Forward fill and backward fill in Pandas - Time & Space Complexity
We want to understand how the time it takes to fill missing data grows as the data size increases.
Specifically, how does forward fill or backward fill behave when applied to larger data?
Analyze the time complexity of the following code snippet.
import pandas as pd
import numpy as np
# Create a DataFrame with missing values
n = 1000
data = pd.DataFrame({
'A': np.random.choice([1, np.nan], size=n)
})
# Forward fill missing values
filled = data.ffill()
# Backward fill missing values
filled_back = data.bfill()
This code creates a column with some missing values and fills them forward and backward.
Identify the loops, recursion, array traversals that repeat.
- Primary operation: Scanning the column values once to fill missing data.
- How many times: Each element is visited once in order for forward fill, and once for backward fill.
As the number of rows increases, the time to fill missing values grows roughly in direct proportion.
| Input Size (n) | Approx. Operations |
|---|---|
| 10 | About 10 steps to fill |
| 100 | About 100 steps to fill |
| 1000 | About 1000 steps to fill |
Pattern observation: The work grows linearly as the data size grows.
Time Complexity: O(n)
This means the time to fill missing values grows directly with the number of rows.
[X] Wrong: "Forward fill checks every previous value multiple times, so it takes much longer than linear time."
[OK] Correct: The fill methods scan the data only once in order, so each element is visited once, making it linear time.
Understanding how filling missing data scales helps you handle larger datasets efficiently and shows you know how pandas works under the hood.
What if we applied forward fill on multiple columns at once? How would the time complexity change?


§ Work instructions
Report the lines of the material that carry the string "latent".

§ Records for processing
....................
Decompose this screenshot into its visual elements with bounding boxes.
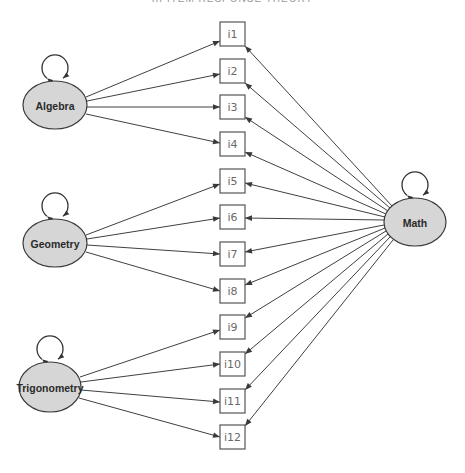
edge-math-to-i6 xyxy=(245,218,384,220)
edge-geometry-to-i8 xyxy=(86,252,220,291)
item-label: i5 xyxy=(227,175,237,188)
edge-algebra-to-i2 xyxy=(87,74,220,101)
item-label: i8 xyxy=(227,285,237,298)
latent-label: Geometry xyxy=(30,238,79,250)
edge-trigonometry-to-i11 xyxy=(81,390,220,402)
latent-label: Trigonometry xyxy=(16,382,83,394)
item-label: i7 xyxy=(227,248,237,261)
item-node-i11: i11 xyxy=(220,389,245,413)
variance-loop-math xyxy=(402,172,428,195)
latent-node-algebra: Algebra xyxy=(23,81,87,129)
item-node-i6: i6 xyxy=(220,205,245,229)
edge-trigonometry-to-i9 xyxy=(80,330,220,377)
latent-label: Algebra xyxy=(35,100,74,112)
edge-math-to-i3 xyxy=(245,117,388,211)
item-node-i8: i8 xyxy=(220,279,245,303)
latent-label: Math xyxy=(403,217,428,229)
variance-loop-geometry xyxy=(42,193,68,216)
item-node-i4: i4 xyxy=(220,132,245,156)
edge-math-to-i11 xyxy=(245,237,390,390)
edge-math-to-i1 xyxy=(245,46,392,206)
irt-path-diagram: i1i2i3i4i5i6i7i8i9i10i11i12 AlgebraGeome… xyxy=(0,0,465,473)
item-label: i9 xyxy=(227,321,237,334)
item-node-i2: i2 xyxy=(220,59,245,83)
item-node-i5: i5 xyxy=(220,169,245,193)
item-node-i9: i9 xyxy=(220,315,245,339)
item-node-i3: i3 xyxy=(220,95,245,119)
item-label: i3 xyxy=(227,101,237,114)
edge-math-to-i12 xyxy=(245,240,393,426)
item-label: i4 xyxy=(227,138,237,151)
item-label: i10 xyxy=(224,358,241,371)
edge-math-to-i2 xyxy=(245,83,390,208)
observed-items-layer: i1i2i3i4i5i6i7i8i9i10i11i12 xyxy=(220,22,245,449)
edge-geometry-to-i6 xyxy=(87,218,220,239)
edge-geometry-to-i5 xyxy=(86,184,220,235)
item-node-i10: i10 xyxy=(220,352,245,376)
latent-node-math: Math xyxy=(384,198,446,246)
edge-trigonometry-to-i12 xyxy=(79,398,220,437)
edge-math-to-i5 xyxy=(245,183,385,217)
item-node-i12: i12 xyxy=(220,425,245,449)
latent-node-geometry: Geometry xyxy=(23,219,87,267)
edge-math-to-i4 xyxy=(245,152,386,214)
item-label: i6 xyxy=(227,211,237,224)
latent-node-trigonometry: Trigonometry xyxy=(16,362,83,412)
item-node-i7: i7 xyxy=(220,242,245,266)
item-label: i2 xyxy=(227,65,237,78)
item-label: i1 xyxy=(227,28,237,41)
edge-algebra-to-i4 xyxy=(86,114,220,143)
edge-trigonometry-to-i10 xyxy=(81,364,220,382)
edge-math-to-i7 xyxy=(245,225,384,252)
item-label: i12 xyxy=(224,431,241,444)
edge-geometry-to-i7 xyxy=(87,245,220,254)
edge-math-to-i9 xyxy=(245,231,386,318)
edge-algebra-to-i1 xyxy=(86,41,220,97)
item-label: i11 xyxy=(224,395,241,408)
item-node-i1: i1 xyxy=(220,22,245,46)
variance-loop-trigonometry xyxy=(37,336,63,359)
variance-loop-algebra xyxy=(42,55,68,78)
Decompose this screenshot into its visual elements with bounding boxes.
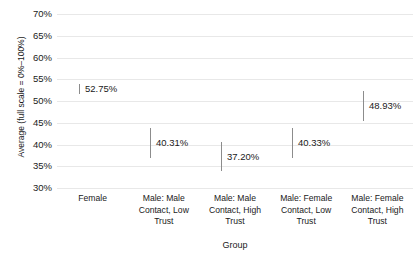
gridline xyxy=(57,14,413,15)
gridline xyxy=(57,145,413,146)
chart-figure: Average (full scale = 0%–100%) 70%65%60%… xyxy=(0,0,418,269)
x-axis-tick-label: Male: FemaleContact, LowTrust xyxy=(271,193,342,228)
x-axis-tick-label: Male: MaleContact, HighTrust xyxy=(199,193,270,228)
y-axis-tick-labels: 70%65%60%55%50%45%40%35%30% xyxy=(0,14,52,188)
x-axis-tick-line: Trust xyxy=(271,216,342,228)
x-axis-tick-line: Contact, Low xyxy=(271,205,342,217)
x-axis-tick-label: Male: FemaleContact, HighTrust xyxy=(342,193,413,228)
y-axis-tick-label: 40% xyxy=(6,140,52,150)
y-axis-tick-label: 60% xyxy=(6,53,52,63)
x-axis-tick-line: Male: Female xyxy=(342,193,413,205)
data-marker xyxy=(79,84,80,94)
gridline xyxy=(57,188,413,189)
x-axis-tick-line: Trust xyxy=(199,216,270,228)
gridline xyxy=(57,101,413,102)
x-axis-tick-line: Contact, Low xyxy=(128,205,199,217)
data-value-label: 40.31% xyxy=(156,137,188,148)
data-marker xyxy=(150,128,151,158)
gridline xyxy=(57,123,413,124)
plot-area: 52.75%40.31%37.20%40.33%48.93% xyxy=(57,14,413,188)
gridline xyxy=(57,58,413,59)
gridline xyxy=(57,166,413,167)
x-axis-tick-line: Male: Male xyxy=(128,193,199,205)
x-axis-tick-line: Contact, High xyxy=(199,205,270,217)
x-axis-tick-line: Male: Male xyxy=(199,193,270,205)
x-axis-title: Group xyxy=(57,239,413,251)
y-axis-tick-label: 30% xyxy=(6,183,52,193)
data-marker xyxy=(292,128,293,158)
data-value-label: 40.33% xyxy=(298,137,330,148)
x-axis-tick-label: Female xyxy=(57,193,128,205)
data-marker xyxy=(221,142,222,172)
x-axis-tick-labels: FemaleMale: MaleContact, LowTrustMale: M… xyxy=(57,193,413,235)
gridline xyxy=(57,36,413,37)
data-value-label: 48.93% xyxy=(369,100,401,111)
y-axis-tick-label: 55% xyxy=(6,74,52,84)
gridline xyxy=(57,79,413,80)
y-axis-tick-label: 35% xyxy=(6,161,52,171)
data-marker xyxy=(363,91,364,121)
x-axis-tick-line: Trust xyxy=(128,216,199,228)
y-axis-tick-label: 65% xyxy=(6,31,52,41)
data-value-label: 52.75% xyxy=(85,83,117,94)
x-axis-tick-line: Male: Female xyxy=(271,193,342,205)
x-axis-tick-line: Contact, High xyxy=(342,205,413,217)
y-axis-tick-label: 70% xyxy=(6,9,52,19)
y-axis-tick-label: 45% xyxy=(6,118,52,128)
x-axis-tick-label: Male: MaleContact, LowTrust xyxy=(128,193,199,228)
x-axis-tick-line: Female xyxy=(57,193,128,205)
y-axis-tick-label: 50% xyxy=(6,96,52,106)
x-axis-tick-line: Trust xyxy=(342,216,413,228)
data-value-label: 37.20% xyxy=(227,151,259,162)
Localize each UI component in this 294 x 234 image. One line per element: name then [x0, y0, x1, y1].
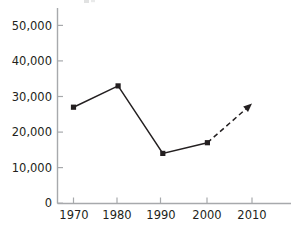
....................
§ Task answer
latent-label: Geometry xyxy=(30,238,79,250)
latent-label: Trigonometry xyxy=(16,382,83,394)
latent-node-algebra: Algebra xyxy=(23,81,87,129)
latent-label: Algebra xyxy=(35,100,74,112)
latent-label: Math xyxy=(403,217,428,229)
latent-node-math: Math xyxy=(384,198,446,246)
latent-node-geometry: Geometry xyxy=(23,219,87,267)
latent-node-trigonometry: Trigonometry xyxy=(16,362,83,412)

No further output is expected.